I started out by reading Matt Asay's take on the EUPL. And I read just about every article or post to which he linked. Asay says that the GPL, for better or worse, "leaks like a sieve." I can only conclude from his statement, "I really like the way it [EUPL] closes the ASP loophole without closing off everything else, as well" that Matt dislikes at least the ASP "loophole" in the GPL.
(Disclosure: As an employee of SourceForge.net, I am dependent on an ASP model, like Google's or Yahoo's, for my livelihood.)
But I'd fall into the camp which thinks the "leakiness" of the GPL is a positive rather than a negative. In fact, I think even the GPLv2 is a bit too strict for my liking. As I understand it, when you distribute (old-school) any software which you received under a GPLv2 license, you must license your own modifications under GPLv2. Emphasis added to stress this point - any mechanism that sets up a "you must _____" condition places an inhibition on the recipient, not a freedom.
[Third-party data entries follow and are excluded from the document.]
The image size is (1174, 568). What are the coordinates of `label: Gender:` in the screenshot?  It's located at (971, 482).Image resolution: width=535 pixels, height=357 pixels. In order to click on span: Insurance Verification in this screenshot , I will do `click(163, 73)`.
Apparently, the HPL, EUPL, and GPLv3 take this same inhibition and make it even more invasive. Under these, when you "communicate" (new-school) any software which you received, you must license all of your own modifications under the same license. The "communicate" term is defined in every license (or an equivalent principle is established) to prevent a person or corporation from using such licensed software to distrubte services (SaaS) without releasing all their own modifications or enhancements to the software.
I'm fine with these kinds of licenses, I suppose. I just don't happen to share this kind of perspective - feeling betrayed or cheated if someone enhances my software but doesn't give their stuff back to me. IMO, their work and labor went into those enhancements so I'm fine with them licensing their stuff however they want. I rest easy knowing my stuff will always be LGPL and (theoretically) usable by anyone. I'll admit this a pretty individualistic perspective. But then isn't the open-source community just made up of individuals. Why do we need someone like the EU or FSF to tell us how to feel, or what's best for ourselves?
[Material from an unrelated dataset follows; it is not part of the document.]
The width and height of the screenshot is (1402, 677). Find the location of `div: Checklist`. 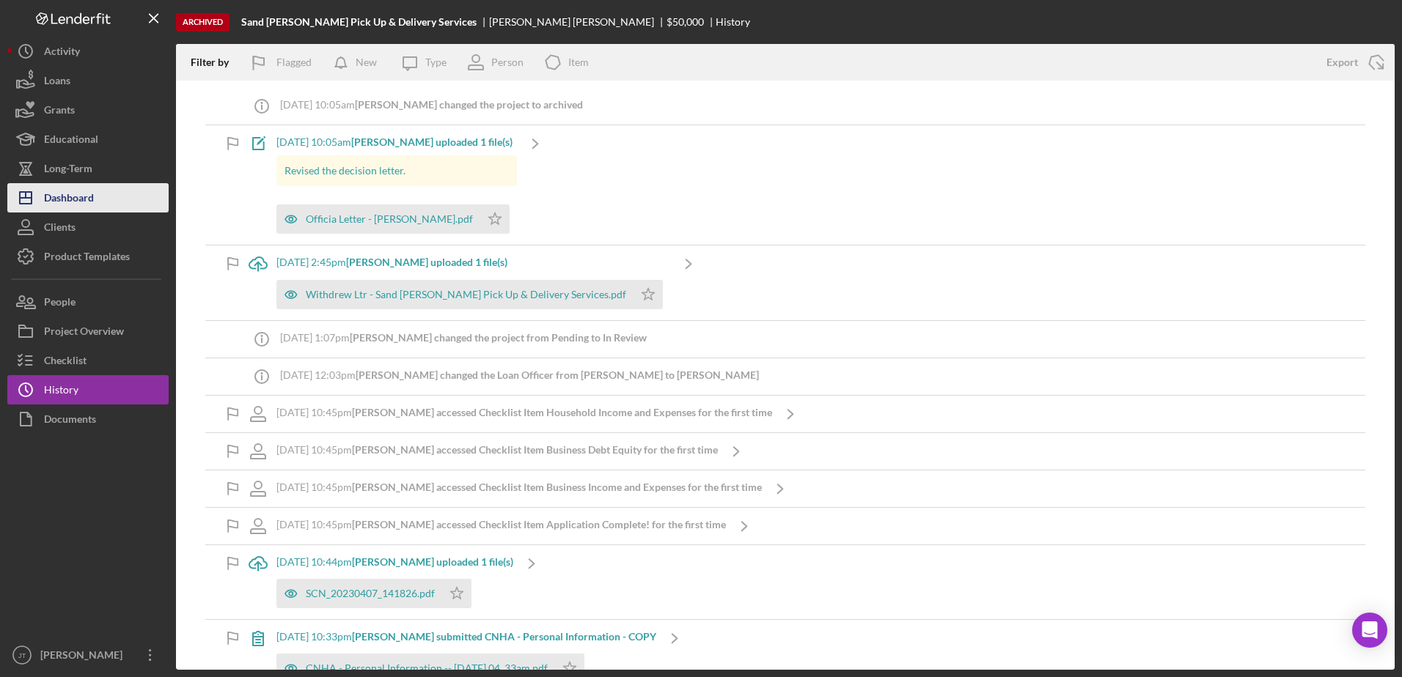

div: Checklist is located at coordinates (65, 362).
I think the majority of people in the open-source community don't mind that Google and Yahoo (and SourceForge) modify some open-source software but don't distribute all those modifications when they "communicate" that software via their SaaS websites. Combine that with the fact that some of these extra-invasively-viral(?) licenses prevent other business models besides just the ASP one, and I can't imagine these licenses will be very popular. (Indeed, GPLv3 has already been ranted upon by more than a couple open-source supporters.)
It's freedom versus gift economy.
If you removed just the SaaS clause, the GPLv3 is 100% freedom based.
The APL, and now HPL, are gift economy licenses (you can't modify our stuff unless you publish your mods). Unfortunately, the EUPL has jumped on the gift economy bandwagon and the concept of privacy violation has whizzed over its head.
I agree it's unfortunate that there's Yet Another Gift-Economy-License (YAGEL), but I think I'd modify the relationship of "freedom vs. gift economy" ...
I'd say it's more like freedom OVER gift economy. Because the two concepts are not necessarily mutually exclusive - a voluntary gift economy is possible. However, what's not possible is to ENFORCE a "free" gift economy - the very act of enforcement makes it unfree.
Thanks for coming by and for the great comment.
You indicate acceptance of GPL (whatever version) by distributing the software licensed thereunder. Nothing else gives you the right to distribute this software, which you did not write. That's because of the copyright laws, not the GPL.
Of course the GPL is not freedom. The GPL is a device meant to preserve freedoms. Maybe it sucks at that; maybe it rules. That's a debate worth having.
Thought experiment: if software were not copyrightable, and therefore distributable by all without restriction. would the FSF be mad, sad, or glad?